UK Labour Party Calls for Crackdown on Dirty Money

Published: 31 July 2020

A report by a parliamentary committee has found that the UK government systematically failed to investigate political interference by Russian actors (Photo: Maurice, CC SA-BY 3.0)

A report by a parliamentary committee has found that the UK government systematically failed to investigate political interference by Russian actors (Photo: Maurice, CC SA-BY 3.0)

By Will Neal

The UK’s primary opposition party has called for urgent action on illicit financial flows in the wake of damning revelations that the country’s government has failed to properly scrutinise and investigate the activities of wealthy Russian oligarchs with ties to the Kremlin.

Pat McFadden and Catherine West, the Labour Party’s shadow Treasury minister and foreign minister respectively, on Thursday wrote to the Conservative government demanding a tougher stance on money laundering in the country.

The two MPs have insisted that planned measures to improve financial transparency be brought forward, and that new powers and funding be made available to enable authorities to go after suspect cash flows and assets, according to a copy of their letter seen by the Guardian.

The call for action follows after the publication of the explosive ‘Russia Report’ last Tuesday by the U.K. Parliament’s Intelligence and Security Committee.

After a delay of almost nine months, decried by critics as a brazen attempt by the Conservative Party to avoid bad press ahead of the December 2019 general election, the report is the result of an 18-month inquiry by a cross-party committee of members of both parliamentary houses, reviewing expert evidence provided by the country’s intelligence agencies.

Though much-redacted, it decisively concludes that too little has been done to address the creeping influence of Russian oligarchs within British public life, and that a willingness to turn a blind eye to the influx of money from the former Soviet Union through the U.K. financial system has threatened to turn the nation’s capital into little more than a global laundromat for dirty money.

“The government cannot simply shrug off this report,” McFadden reportedly said. “We need a strong response both in terms of our own security and the protection of the rule of law. It does our economy no good if corruption and illicit funding is allowed to go unchallenged.”

During a parliamentary session last week, Nick Thomas-Symonds, Labour’s shadow home secretary, also said that the level of perceived Russian interference in U.K. politics “exposes deep systematic failings in the government’s approach to security.”

“On every level the Government’s response does not appear to be equal to the threat,” he added.

In its report, the committee particularly emphasised that money laundering through London’s property market by Russian businessmen had escalated to such a degree that real estate agents had become “de-facto agents of the Russian state.”

Meanwhile, these oligarchs have been “welcomed with open arms” by actors “across a wide sphere of the British establishment,” from legal firms, PR outfits, charities, academia and cultural institutions, right up to the country’s political parties.

The flow of money from Russian donors into the ruling Conservative Party’s coffers has long been a source of concern in the U.K.

In November 2019, despite repeated pledges from the party’s leadership to distance themselves from Russian money, investigative outfit openDemocracy revealed that oligarchs had in fact been upping their donations, not decreasing them.

Subsequently, Jeff Rooker, a former Labour minister and member of the House of Lords - the U.K.’s upper parliamentary house - on Wednesday accused Prime Minister Boris Johnson of “prostituting” himself and his party for donations, according to The New European.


• [Exercise prompt]: Which lines hold the word "risk"? Copy each of them from the material.

--- START ---

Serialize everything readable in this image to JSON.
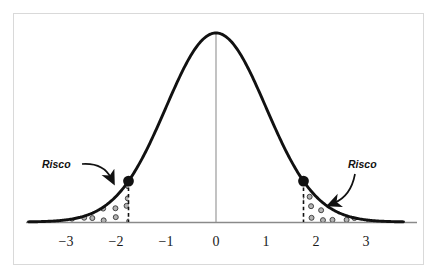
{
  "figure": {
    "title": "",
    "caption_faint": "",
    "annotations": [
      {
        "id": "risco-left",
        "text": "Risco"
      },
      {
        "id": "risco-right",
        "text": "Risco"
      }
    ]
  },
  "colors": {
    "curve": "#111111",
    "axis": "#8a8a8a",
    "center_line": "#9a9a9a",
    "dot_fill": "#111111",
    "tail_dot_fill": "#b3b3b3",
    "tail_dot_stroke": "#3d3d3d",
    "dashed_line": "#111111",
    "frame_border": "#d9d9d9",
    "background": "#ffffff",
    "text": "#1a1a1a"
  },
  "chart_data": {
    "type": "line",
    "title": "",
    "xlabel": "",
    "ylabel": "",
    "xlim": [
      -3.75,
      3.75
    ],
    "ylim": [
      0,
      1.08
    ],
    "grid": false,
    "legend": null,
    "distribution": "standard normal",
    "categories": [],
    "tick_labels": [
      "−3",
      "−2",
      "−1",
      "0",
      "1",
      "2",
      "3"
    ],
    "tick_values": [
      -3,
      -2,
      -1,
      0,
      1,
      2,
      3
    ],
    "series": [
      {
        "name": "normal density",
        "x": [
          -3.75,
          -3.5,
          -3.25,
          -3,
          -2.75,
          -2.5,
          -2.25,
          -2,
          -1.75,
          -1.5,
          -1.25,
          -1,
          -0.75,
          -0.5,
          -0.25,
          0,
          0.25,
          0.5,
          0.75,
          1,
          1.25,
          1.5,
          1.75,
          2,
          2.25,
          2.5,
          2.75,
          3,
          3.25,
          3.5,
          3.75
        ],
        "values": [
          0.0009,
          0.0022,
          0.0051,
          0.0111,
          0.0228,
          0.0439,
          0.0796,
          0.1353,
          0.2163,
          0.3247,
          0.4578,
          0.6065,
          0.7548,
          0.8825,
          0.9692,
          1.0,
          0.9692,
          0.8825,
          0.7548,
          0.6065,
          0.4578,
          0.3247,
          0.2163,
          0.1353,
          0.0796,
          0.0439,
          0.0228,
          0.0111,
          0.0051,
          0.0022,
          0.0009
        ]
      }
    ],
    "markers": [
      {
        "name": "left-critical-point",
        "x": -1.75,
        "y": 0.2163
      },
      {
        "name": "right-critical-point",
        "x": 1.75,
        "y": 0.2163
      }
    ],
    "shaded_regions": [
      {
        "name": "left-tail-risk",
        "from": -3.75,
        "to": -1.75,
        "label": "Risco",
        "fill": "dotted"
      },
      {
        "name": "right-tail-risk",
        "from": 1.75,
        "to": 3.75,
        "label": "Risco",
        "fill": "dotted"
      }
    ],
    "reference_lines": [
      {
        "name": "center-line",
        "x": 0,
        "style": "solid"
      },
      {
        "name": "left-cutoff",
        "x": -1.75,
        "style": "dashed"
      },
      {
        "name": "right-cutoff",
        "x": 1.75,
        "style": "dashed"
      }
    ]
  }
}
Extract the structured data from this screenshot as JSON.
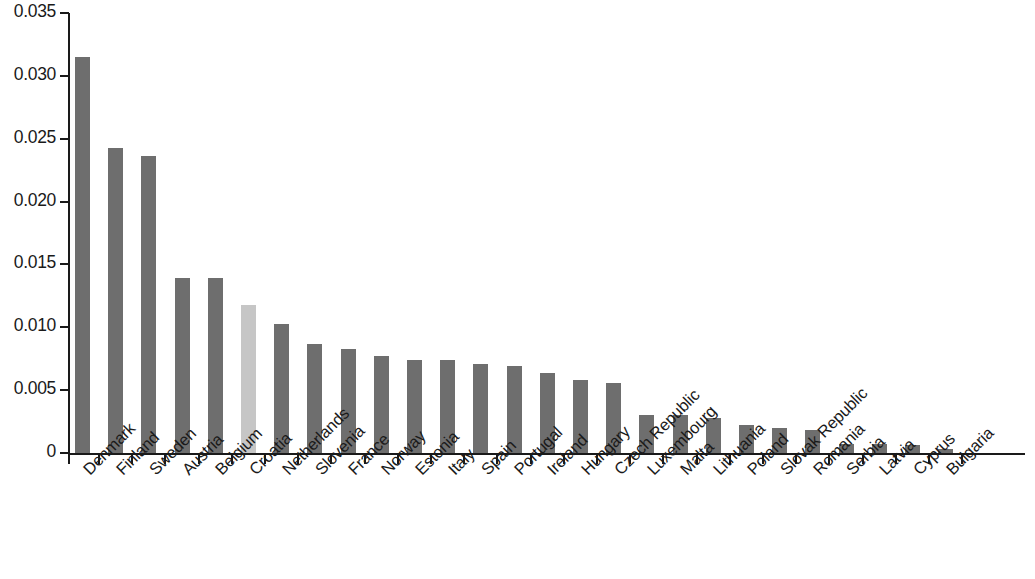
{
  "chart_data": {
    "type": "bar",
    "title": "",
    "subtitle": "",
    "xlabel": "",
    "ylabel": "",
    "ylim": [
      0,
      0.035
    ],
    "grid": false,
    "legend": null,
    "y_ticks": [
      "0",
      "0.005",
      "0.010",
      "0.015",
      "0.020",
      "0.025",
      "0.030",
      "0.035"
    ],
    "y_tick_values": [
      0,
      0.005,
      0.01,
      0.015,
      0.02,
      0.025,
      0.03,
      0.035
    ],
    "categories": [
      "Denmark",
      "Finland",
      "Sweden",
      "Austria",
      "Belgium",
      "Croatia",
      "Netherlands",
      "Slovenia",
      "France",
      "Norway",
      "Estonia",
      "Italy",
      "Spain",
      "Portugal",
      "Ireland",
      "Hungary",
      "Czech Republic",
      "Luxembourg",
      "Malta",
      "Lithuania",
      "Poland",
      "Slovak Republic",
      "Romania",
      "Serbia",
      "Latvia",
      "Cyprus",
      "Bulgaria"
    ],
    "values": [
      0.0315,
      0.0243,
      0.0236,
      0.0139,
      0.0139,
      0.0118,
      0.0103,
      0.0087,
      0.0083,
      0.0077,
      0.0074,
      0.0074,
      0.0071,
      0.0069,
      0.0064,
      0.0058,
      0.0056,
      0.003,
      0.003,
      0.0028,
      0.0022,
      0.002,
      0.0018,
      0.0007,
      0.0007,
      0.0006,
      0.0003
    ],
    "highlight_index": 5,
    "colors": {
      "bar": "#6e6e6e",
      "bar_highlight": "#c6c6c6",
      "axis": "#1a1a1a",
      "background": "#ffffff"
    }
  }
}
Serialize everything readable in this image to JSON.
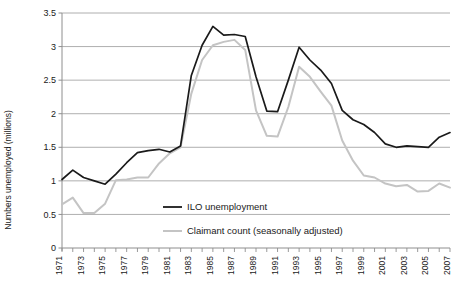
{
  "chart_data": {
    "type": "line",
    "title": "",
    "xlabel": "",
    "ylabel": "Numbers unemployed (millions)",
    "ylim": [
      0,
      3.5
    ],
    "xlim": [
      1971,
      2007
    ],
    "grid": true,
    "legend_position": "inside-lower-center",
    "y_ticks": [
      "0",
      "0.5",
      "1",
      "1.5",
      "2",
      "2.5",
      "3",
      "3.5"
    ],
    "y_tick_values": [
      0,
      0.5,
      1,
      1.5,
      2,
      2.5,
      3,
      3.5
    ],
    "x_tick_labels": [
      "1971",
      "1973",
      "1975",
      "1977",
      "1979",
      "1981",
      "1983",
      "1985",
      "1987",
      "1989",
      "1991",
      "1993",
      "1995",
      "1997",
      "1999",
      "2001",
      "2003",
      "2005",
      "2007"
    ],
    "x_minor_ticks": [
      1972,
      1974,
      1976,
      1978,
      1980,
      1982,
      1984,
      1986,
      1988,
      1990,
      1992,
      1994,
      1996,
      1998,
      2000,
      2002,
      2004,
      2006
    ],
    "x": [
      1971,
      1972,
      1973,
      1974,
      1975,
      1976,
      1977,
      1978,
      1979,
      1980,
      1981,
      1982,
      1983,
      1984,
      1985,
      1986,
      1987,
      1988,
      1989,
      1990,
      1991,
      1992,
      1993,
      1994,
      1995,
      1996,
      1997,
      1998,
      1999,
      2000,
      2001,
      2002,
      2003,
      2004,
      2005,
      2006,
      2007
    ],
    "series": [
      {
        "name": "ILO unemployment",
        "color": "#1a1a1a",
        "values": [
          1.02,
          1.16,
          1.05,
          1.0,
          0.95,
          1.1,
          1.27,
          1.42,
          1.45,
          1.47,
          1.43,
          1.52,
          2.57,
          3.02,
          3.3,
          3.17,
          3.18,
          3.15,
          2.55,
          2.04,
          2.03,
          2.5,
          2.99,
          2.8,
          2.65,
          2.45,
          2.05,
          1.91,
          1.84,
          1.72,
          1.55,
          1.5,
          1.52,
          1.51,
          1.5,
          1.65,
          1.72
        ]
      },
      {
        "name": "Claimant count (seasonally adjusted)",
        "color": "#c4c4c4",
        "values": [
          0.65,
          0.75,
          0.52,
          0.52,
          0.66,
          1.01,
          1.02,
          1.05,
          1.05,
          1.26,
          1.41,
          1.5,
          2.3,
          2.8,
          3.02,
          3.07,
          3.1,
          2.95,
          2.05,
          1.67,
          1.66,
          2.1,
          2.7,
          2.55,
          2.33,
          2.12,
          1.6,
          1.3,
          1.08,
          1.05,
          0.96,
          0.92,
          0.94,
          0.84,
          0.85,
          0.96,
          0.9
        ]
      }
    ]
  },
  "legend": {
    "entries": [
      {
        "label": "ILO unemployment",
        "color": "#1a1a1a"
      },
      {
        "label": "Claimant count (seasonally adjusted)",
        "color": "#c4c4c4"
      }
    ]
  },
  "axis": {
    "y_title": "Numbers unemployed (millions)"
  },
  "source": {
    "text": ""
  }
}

--- END ---
--- START ---

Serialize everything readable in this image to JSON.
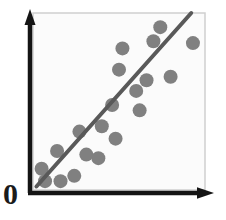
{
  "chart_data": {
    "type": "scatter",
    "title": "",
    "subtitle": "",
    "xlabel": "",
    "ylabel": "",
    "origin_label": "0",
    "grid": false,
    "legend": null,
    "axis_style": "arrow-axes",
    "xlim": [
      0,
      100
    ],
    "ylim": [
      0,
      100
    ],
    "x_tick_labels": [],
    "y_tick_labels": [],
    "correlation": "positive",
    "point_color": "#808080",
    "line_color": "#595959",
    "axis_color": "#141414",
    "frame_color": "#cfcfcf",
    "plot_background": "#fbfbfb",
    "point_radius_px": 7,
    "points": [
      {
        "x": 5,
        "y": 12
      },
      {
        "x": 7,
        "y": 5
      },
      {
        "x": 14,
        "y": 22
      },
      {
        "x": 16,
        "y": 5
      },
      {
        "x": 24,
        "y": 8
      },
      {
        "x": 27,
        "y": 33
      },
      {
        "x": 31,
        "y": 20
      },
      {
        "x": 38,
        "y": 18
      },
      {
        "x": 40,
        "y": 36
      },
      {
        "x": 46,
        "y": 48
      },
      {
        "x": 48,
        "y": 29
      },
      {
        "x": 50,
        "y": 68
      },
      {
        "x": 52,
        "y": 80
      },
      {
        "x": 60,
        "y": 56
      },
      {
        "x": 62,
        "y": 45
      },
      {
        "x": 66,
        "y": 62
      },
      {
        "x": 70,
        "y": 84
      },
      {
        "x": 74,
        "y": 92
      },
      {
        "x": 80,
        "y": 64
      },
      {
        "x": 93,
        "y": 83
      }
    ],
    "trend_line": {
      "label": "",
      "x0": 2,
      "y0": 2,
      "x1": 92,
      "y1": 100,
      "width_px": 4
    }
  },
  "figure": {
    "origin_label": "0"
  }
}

--- END ---

• [Result of the task]:
        "name": "left-tail-risk",
        "name": "right-tail-risk",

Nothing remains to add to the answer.